The goal of the theory is to determine the best search strategy, one that maximises the chance of finding the target while minimising search-related expenses.

Search theory clarifies how buyers and sellers choose when to acknowledge a coordinating offer for a transaction.

Search theory also provides an explanation for why frictional unemployment happens as people look for jobs and corporations look for new employees.

Search theory has been used primarily to explain labor market inefficiencies, but also for all forms of "buyers" and "sellers", whether products, homes or even spouses/partners.

Real-world transactions involve discrete quantities of goods and services, imperfect and expensive information, and possible physical or other barriers separating buyers and sellers.

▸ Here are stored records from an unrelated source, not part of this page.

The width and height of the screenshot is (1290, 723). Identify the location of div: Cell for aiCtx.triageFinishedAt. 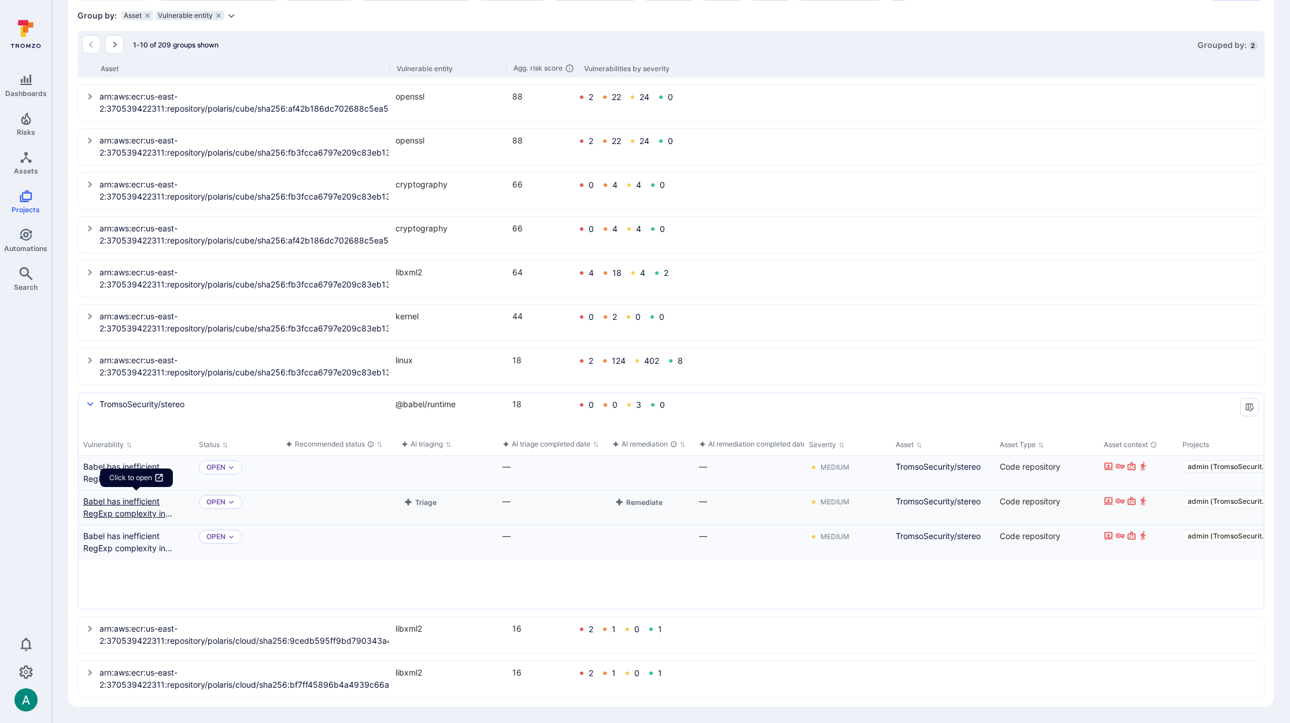
(553, 543).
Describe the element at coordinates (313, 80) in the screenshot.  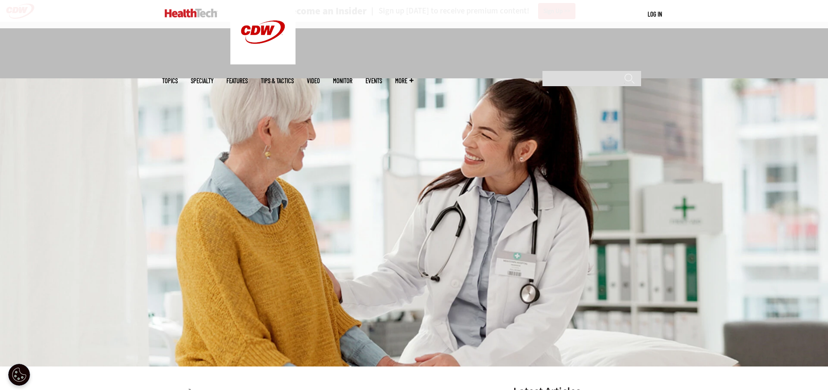
I see `a: Video` at that location.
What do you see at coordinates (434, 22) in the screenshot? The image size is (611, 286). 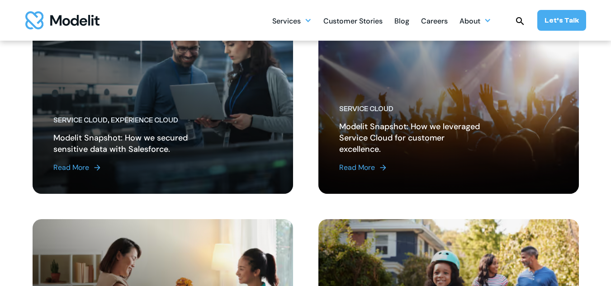 I see `div: Careers` at bounding box center [434, 22].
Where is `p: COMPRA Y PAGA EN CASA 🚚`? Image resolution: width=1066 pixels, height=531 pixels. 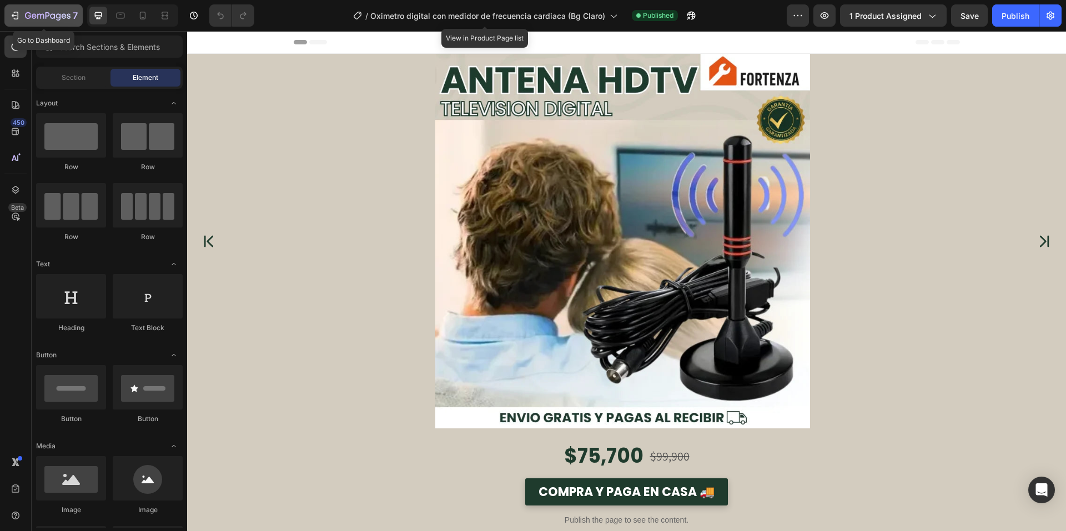
p: COMPRA Y PAGA EN CASA 🚚 is located at coordinates (439, 461).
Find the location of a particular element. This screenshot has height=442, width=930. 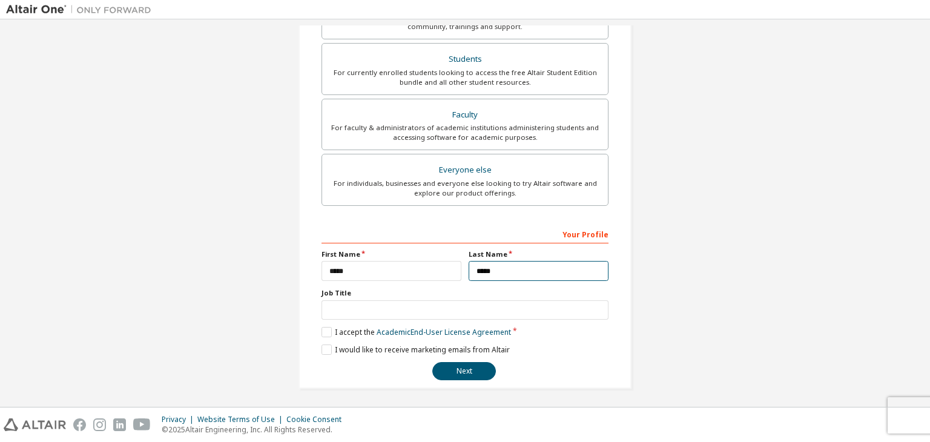

img: altair_logo.svg is located at coordinates (35, 425).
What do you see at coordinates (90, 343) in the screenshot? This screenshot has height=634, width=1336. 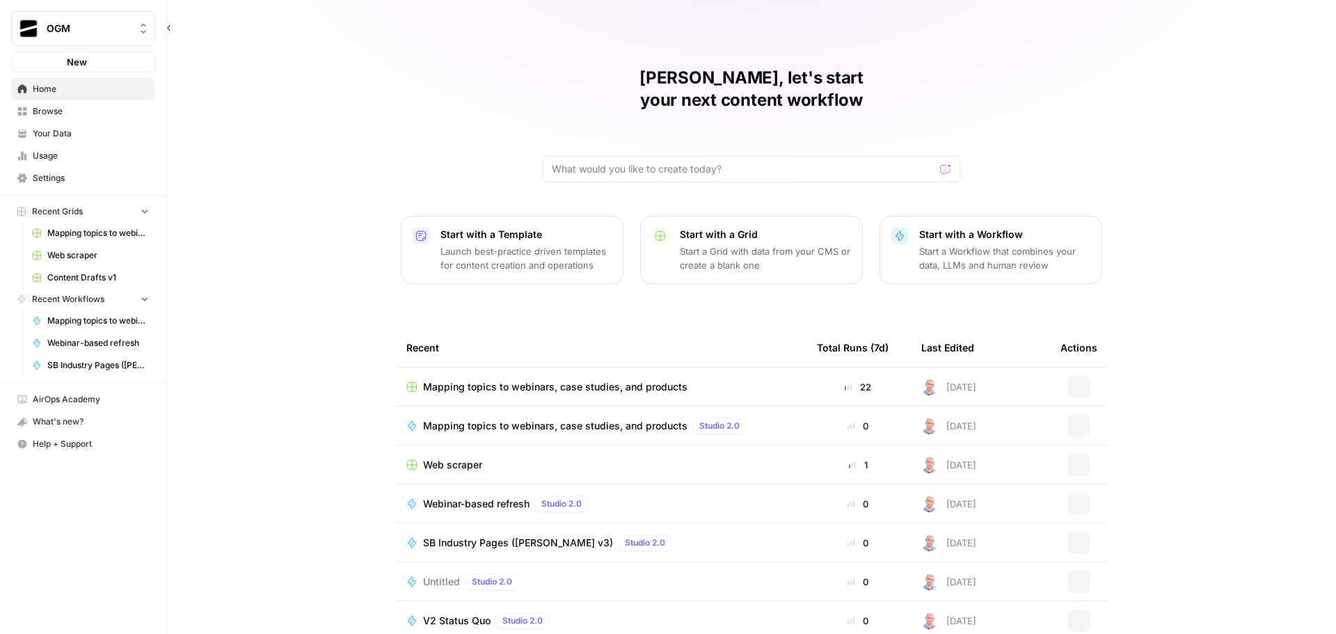 I see `a: Webinar-based refresh` at bounding box center [90, 343].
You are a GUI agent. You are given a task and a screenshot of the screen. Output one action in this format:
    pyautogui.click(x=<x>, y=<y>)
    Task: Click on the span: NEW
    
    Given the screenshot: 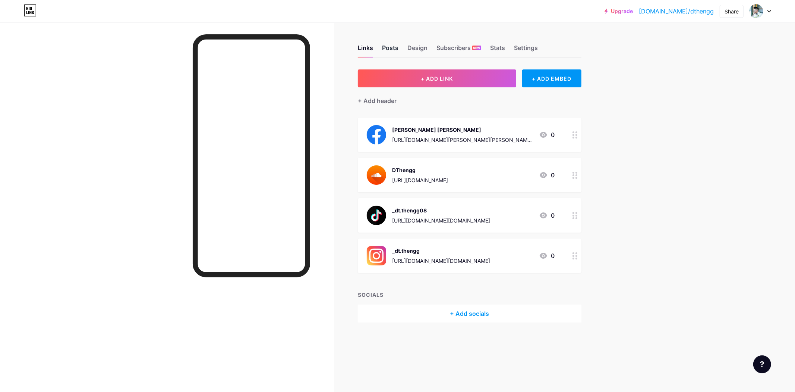 What is the action you would take?
    pyautogui.click(x=477, y=48)
    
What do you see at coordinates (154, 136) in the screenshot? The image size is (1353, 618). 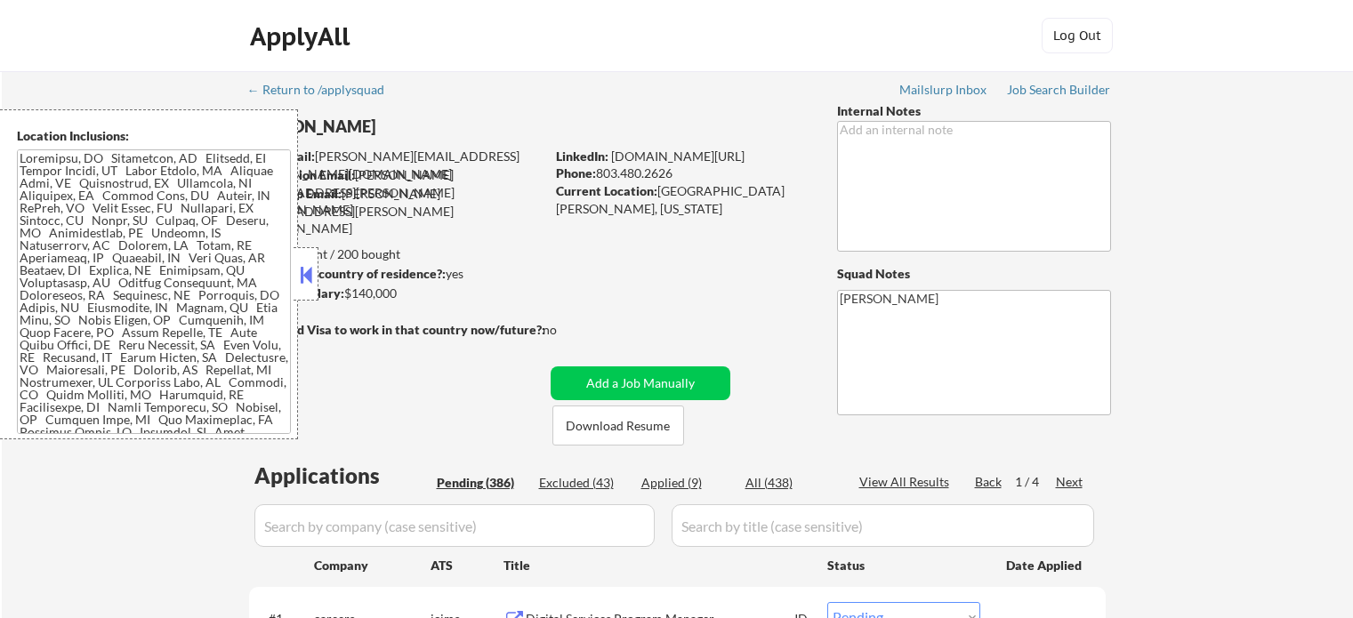 I see `div: Location Inclusions:` at bounding box center [154, 136].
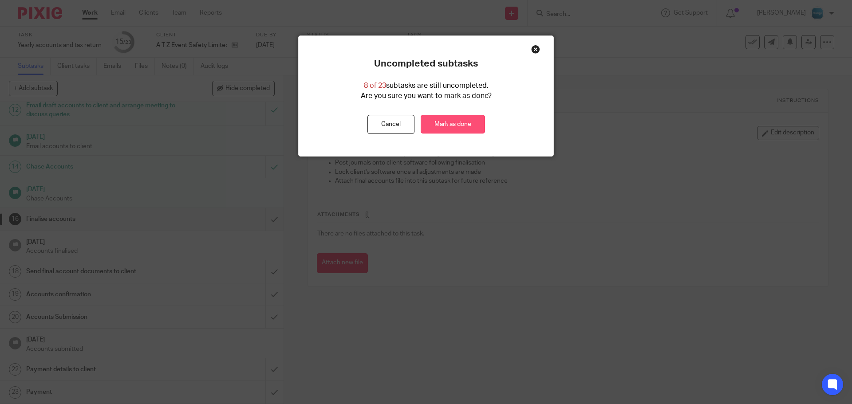 The image size is (852, 404). I want to click on p: Are you sure you want to mark as done?, so click(426, 96).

parties looking to conduct business, such as a potential employee and an employer, or a buyer and a seller of goods.

[1] Search theory has been applied in labor economics to analyze frictional unemployment resulting from job hunting by workers.

In both cases, whether a given job or product is acceptable depends on the searcher's beliefs about the alternatives available in the market.

More precisely, search theory studies an individual's optimal strategy when choosing from a series of potential opportunities of random quality, under the assumption that delaying choice is costly.

Macroeconomists have extended search theory by studying general equilibrium models in which one or more types of searchers interact.

However, in a pairwise matching setting, even slight imbalances can have significant effects on the allocation of resources.

This poses a challenge for online matching services that aim to organize such markets efficiently.

It highlights the relationship between risk and option value and can be modeled as sequential or simultaneous search.

For some distributions, the ideal sample size can be calculated using a straightforward one-variable optimization problem and expressed in closed form.

Consumers in sequential search models must choose whether to stop looking for a better good or service or to buy what they have found so far.

Models of sequential search have been used in many disciplines, including finance and labour economics.

Sequential search models are used in the field of finance to examine how investors look for information on stocks and other financial assets.

The assumption that consumers know what they are looking for and what the standard of the product or service should be is one of the limitations of sequential search models.

George J. Stigler proposed thinking of searching for bargains or jobs as an economically important problem.

The reservation wage may change over time if some of the conditions assumed by McCall are not met.

An interesting observation about McCall's model is that greater variance of offers may make the searcher better off, and prolong optimal search, even if he or she is risk averse.

In fact, the Pandora's rule remains the optimal sampling strategy for complex payoff functions.

Wojciech Olszewski and Richard Weber[16] show that Pandora's rule is optimal if she maximizes for

Optimal search strategies for an unknown distribution have been analyzed using allocation indices such as the Gittins index.

Peter A. Diamond, Dale Mortensen, and Christopher A. Pissarides won the 2010 Nobel prize in economics for their work on matching theory.